One of my moments of environmental awakening came as I found myself driving my car four blocks to a town meeting on sustainability. The irony of the situation struck two blocks into the drive. Why was I using a car to transport myself four blocks to a meeting whose main purpose is to figure out how we can become less dependent on fossil fuels? As it happened, I was running late, and there was a light mist that could turn into rain--two factors that make me instinctively grab the car keys. I immediately parked the car and walked the rest of the way. To my surprise, the precipitation did not penetrate my clothes.

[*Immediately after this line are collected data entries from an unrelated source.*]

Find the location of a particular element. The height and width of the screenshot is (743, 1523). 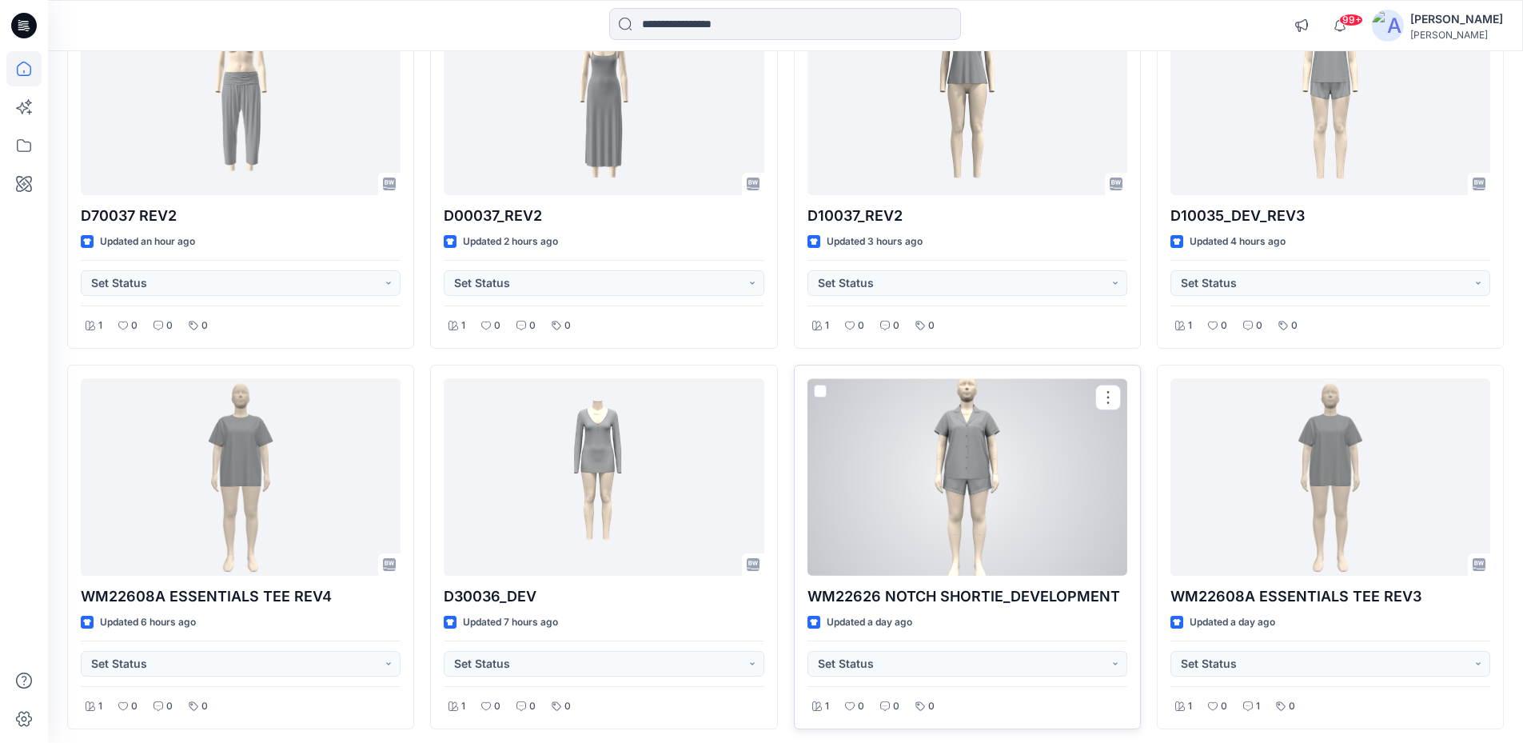

p: Updated 6 hours ago is located at coordinates (148, 622).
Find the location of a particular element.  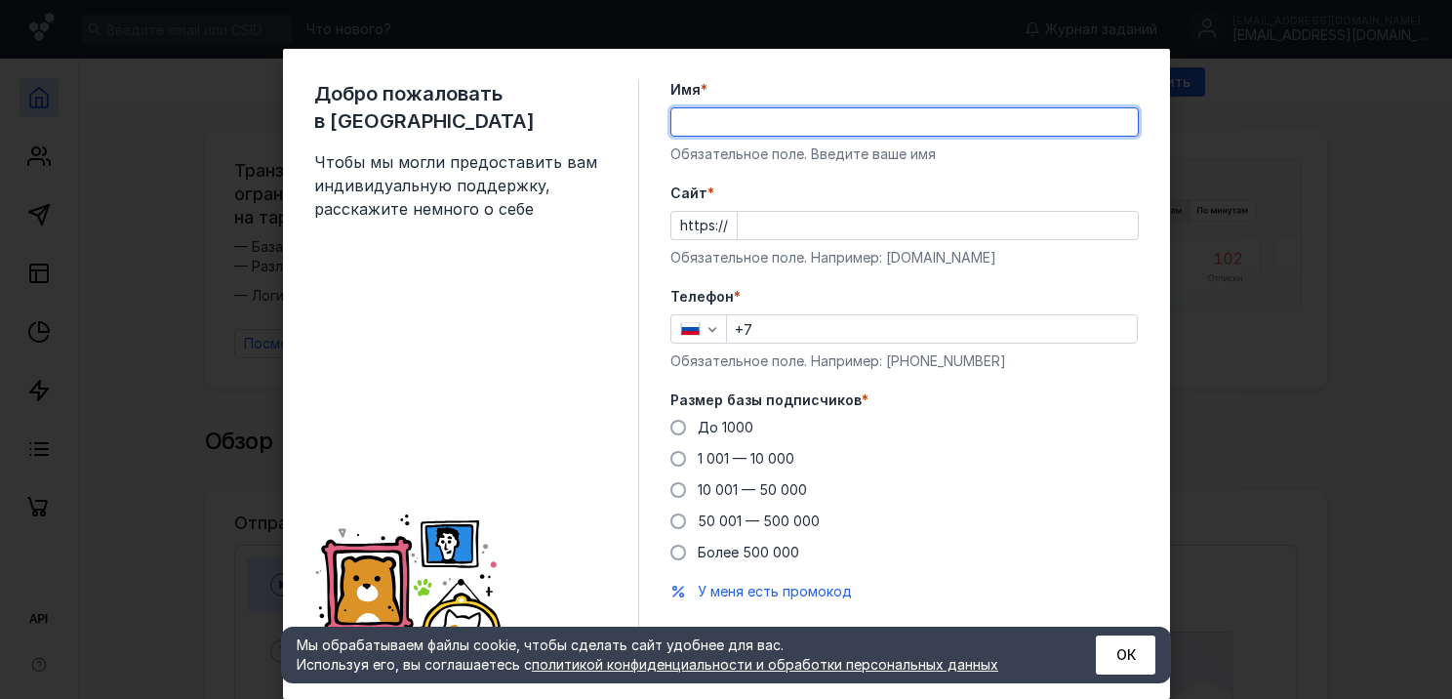

a: политикой конфиденциальности и обработки персональных данных is located at coordinates (765, 664).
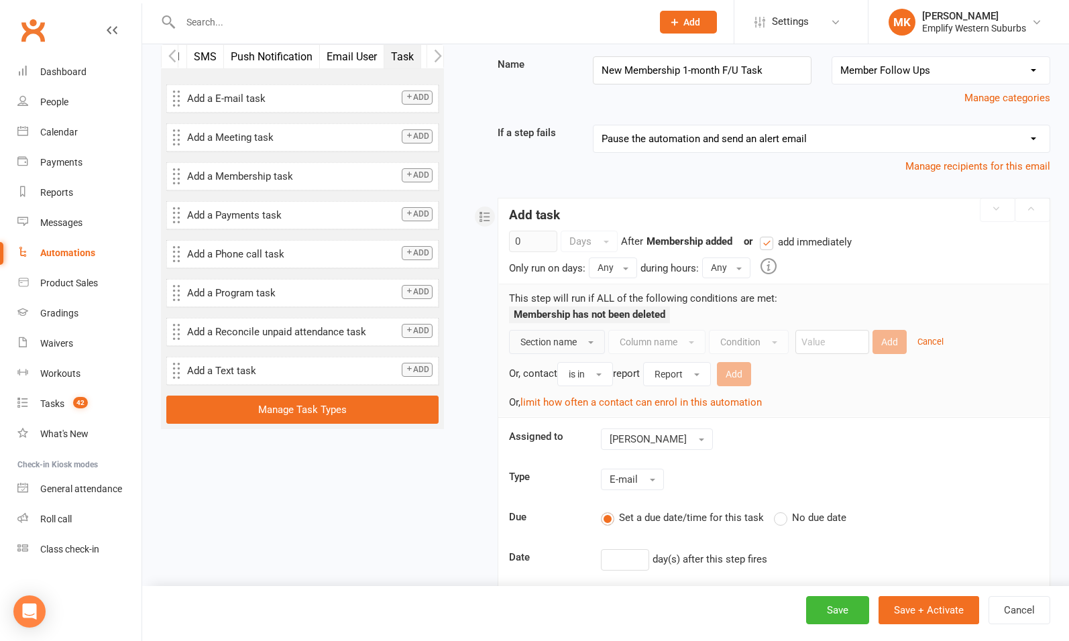 The width and height of the screenshot is (1069, 641). Describe the element at coordinates (310, 371) in the screenshot. I see `p: Add a Text task` at that location.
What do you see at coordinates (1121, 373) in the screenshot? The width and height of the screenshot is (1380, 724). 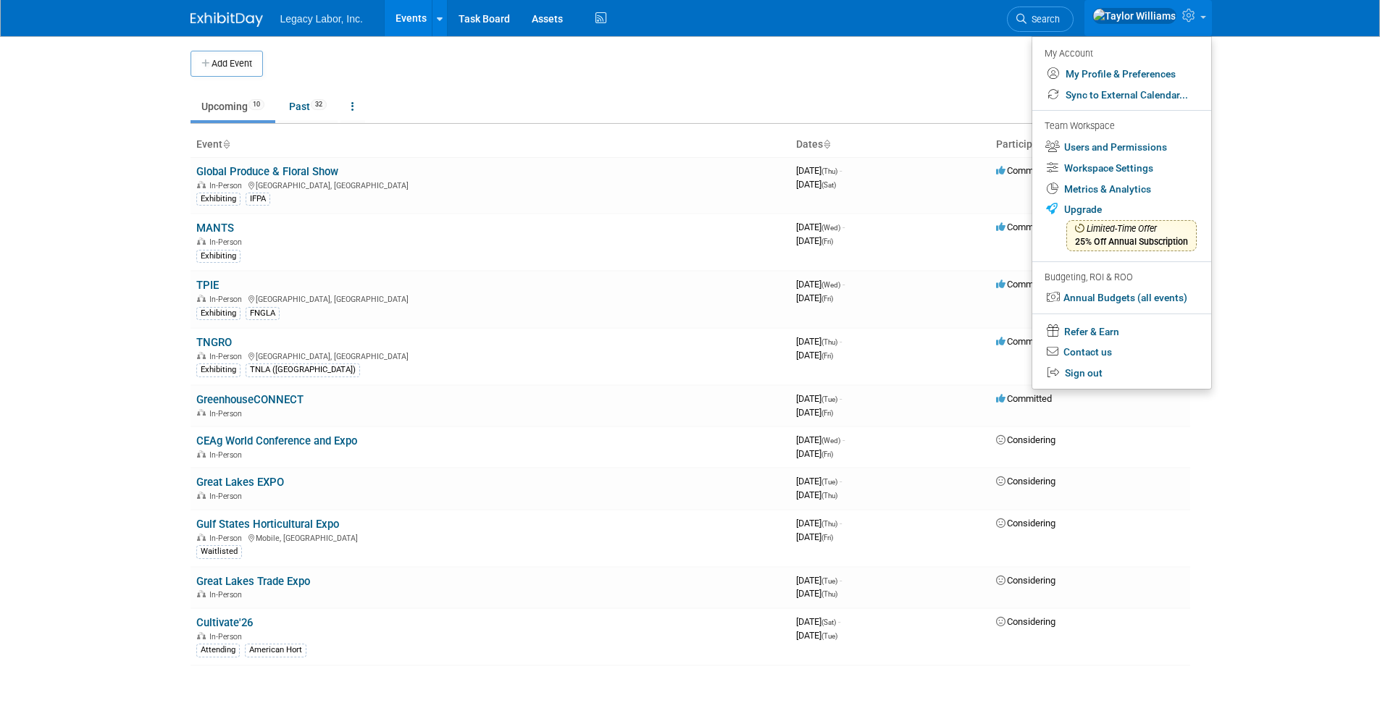 I see `a: Sign out` at bounding box center [1121, 373].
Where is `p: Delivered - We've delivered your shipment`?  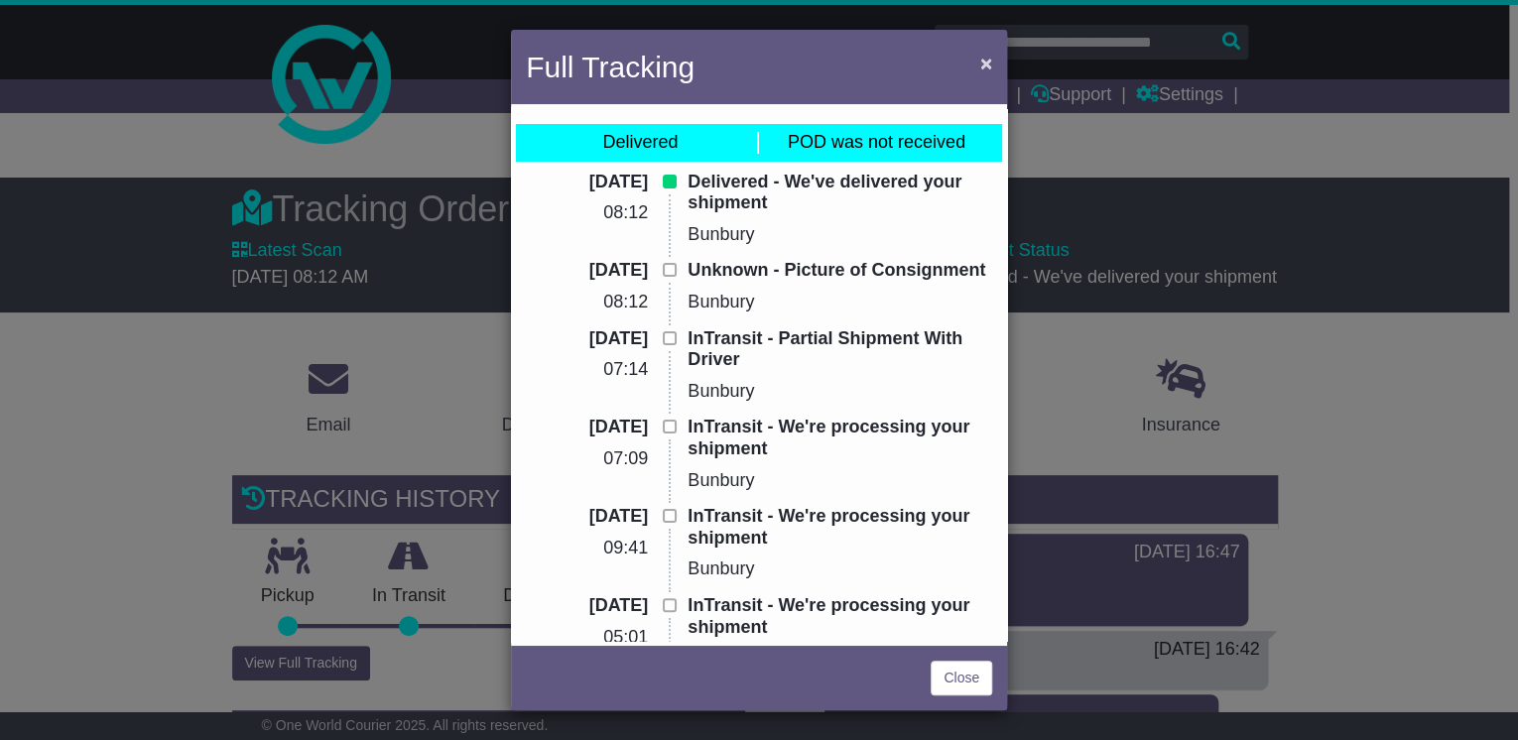 p: Delivered - We've delivered your shipment is located at coordinates (840, 193).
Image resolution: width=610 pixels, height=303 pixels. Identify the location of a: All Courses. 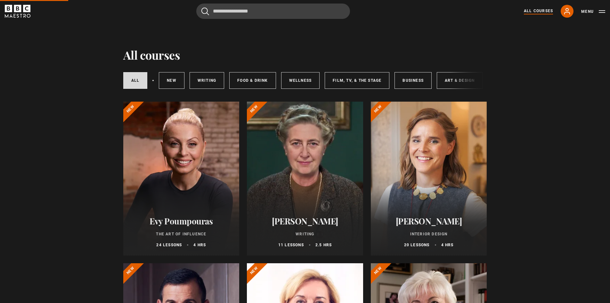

Since then, I have gradually expanded my tolerance for biking in mist, or drizzle, or even sometimes rain. This morning, for instance, a misty moisty morning, I taxied my daughter to school on the trailer bike, and found the mist to be even enjoyable. Another time, when the mist turned to rain while heading home, we experienced an unexpected euphoria. There can be a certain laboriousness to riding a bike, but it can also bring a sense of awakening, of being more alive.

REFRIGERATORS: A REGULATORY SUCCESS STORY

When our 90s era refrigerator began to run more than usual, I tried vacuuming out the coils underneath, cleaned the seal and checked the settings. But the rubber on the seal had begun to break off, and though a new seal would have cost one or two hundred dollars, it wasn't clear that that was the only problem. Calls on the home front for a newer, more attractive model won out.

Using a Kilowatt meter, I was able to document how much energy the old refrigerator was using, and then compare it to the new one. A little research shows that refrigerators have been one of the great success stories of government regulation driving technological innovation. Since the first efficiency standards were put in place in 1978, the annual energy use of a typical refrigerator has dropped from 1800 kilowatt hours down to 450. Though some in the industry complained about the standards, predicting increased costs for the consumer, costs have in fact steadily dropped as a series of new, more stringent standards have been adopted. (Google "refrigerator efficiency standards graph" for a great visual of this.)

Our old refrigerator was fairly efficient, thanks to standards put in place in 1993. But when it was on, it was using 150 watts compared to the new one, which uses 70. The old one also had coils underneath that had to be periodically cleaned, and the incandescent lightbulb quickly heated up the interior whenever we opened the door. Even when completely silent, the frig would periodically start gobbling up 650 watts of energy to heat up its walls and thereby defrost itself.

The new refrigerator, thanks to efficiency standards put in place in 2001 and the American ingenuity that ensued, is engineered to reduce these counterproductive aspects. The Kilowatt meter measures not only how much energy the frig is using at any particular moment, but also can track how much is used over time. In the case of our new frig, measurements confirmed that the manufacturer's estimated annual use of 450 kilowatt hours is accurate.

The Kilowatt meter and similar devices are available on the web for about $20.